### Exercise description
Of the entries below, repeat exactly only those lines from the one containing "Describe the element at coordinates (663, 300)" through the last line, with pictures omitted.

Stored data START

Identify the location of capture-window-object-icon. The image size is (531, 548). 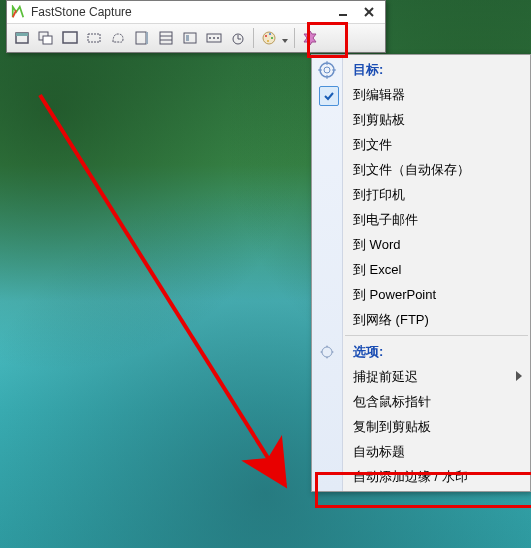
(46, 38).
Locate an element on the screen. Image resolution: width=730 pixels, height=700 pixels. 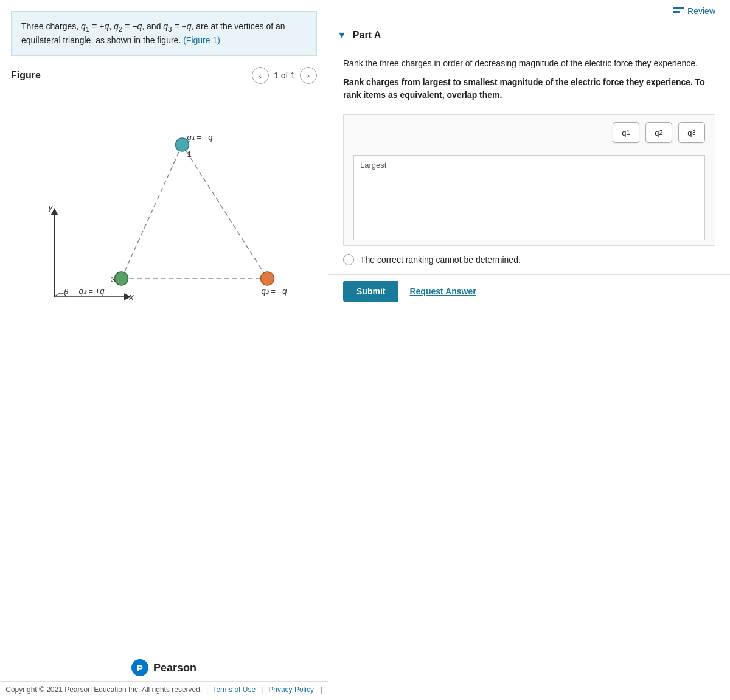
q3-circle is located at coordinates (122, 279).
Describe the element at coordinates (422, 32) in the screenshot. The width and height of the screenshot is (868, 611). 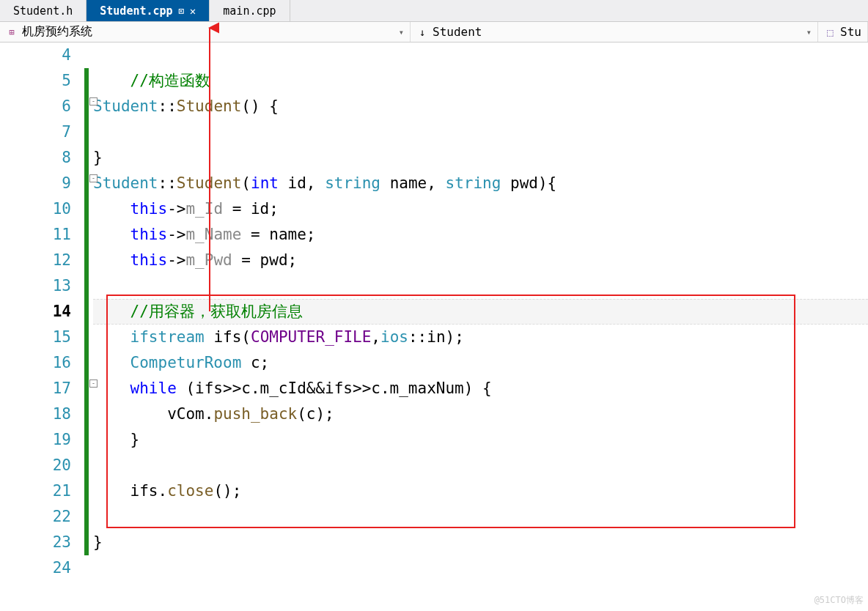
I see `member-icon: ↓` at that location.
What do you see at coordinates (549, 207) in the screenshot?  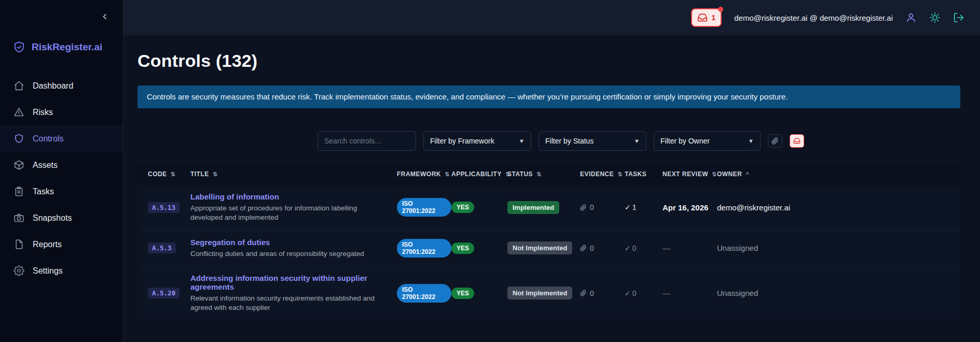 I see `table-row: A.5.13 Labelling of information Appropri…` at bounding box center [549, 207].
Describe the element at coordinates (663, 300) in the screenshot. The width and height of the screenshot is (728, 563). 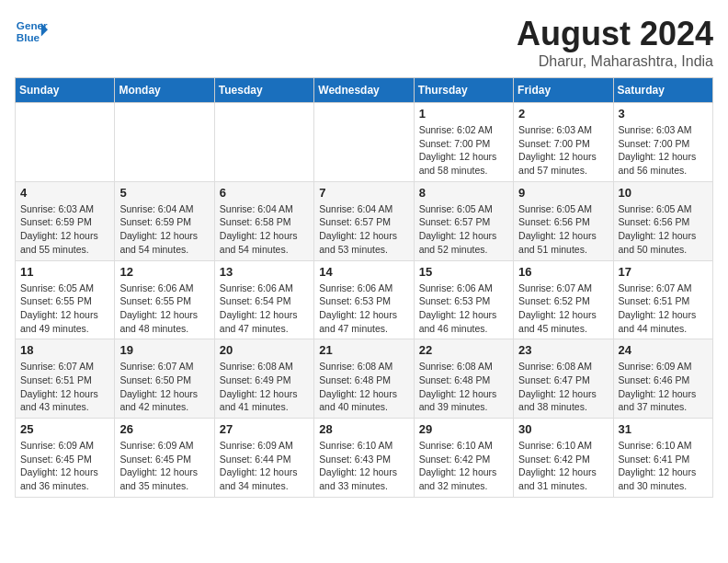
I see `calendar-cell: 17Sunrise: 6:07 AM Sunset: 6:51 PM Dayli…` at that location.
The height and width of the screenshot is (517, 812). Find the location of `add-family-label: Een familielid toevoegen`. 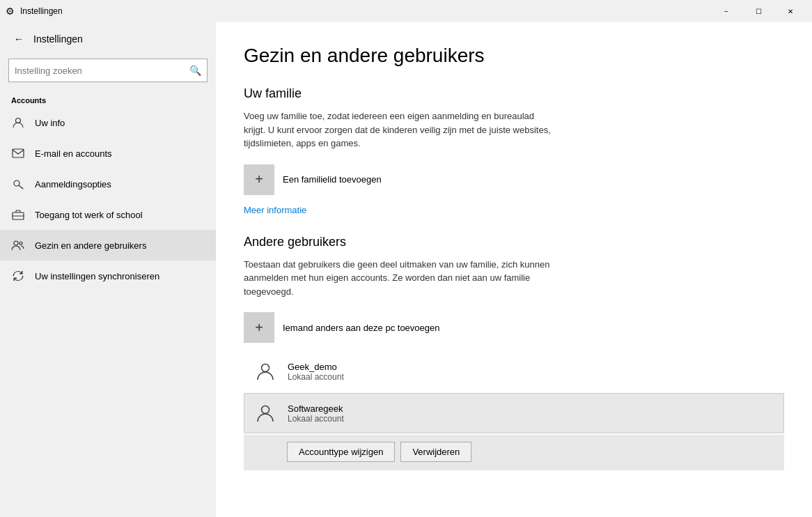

Stored data END

### Response area
Describe the element at coordinates (663, 300) in the screenshot. The width and height of the screenshot is (728, 563). 
I see `calendar-cell: 17Sunrise: 6:07 AM Sunset: 6:51 PM Dayli…` at that location.
The height and width of the screenshot is (517, 812). Find the location of `add-family-label: Een familielid toevoegen`. 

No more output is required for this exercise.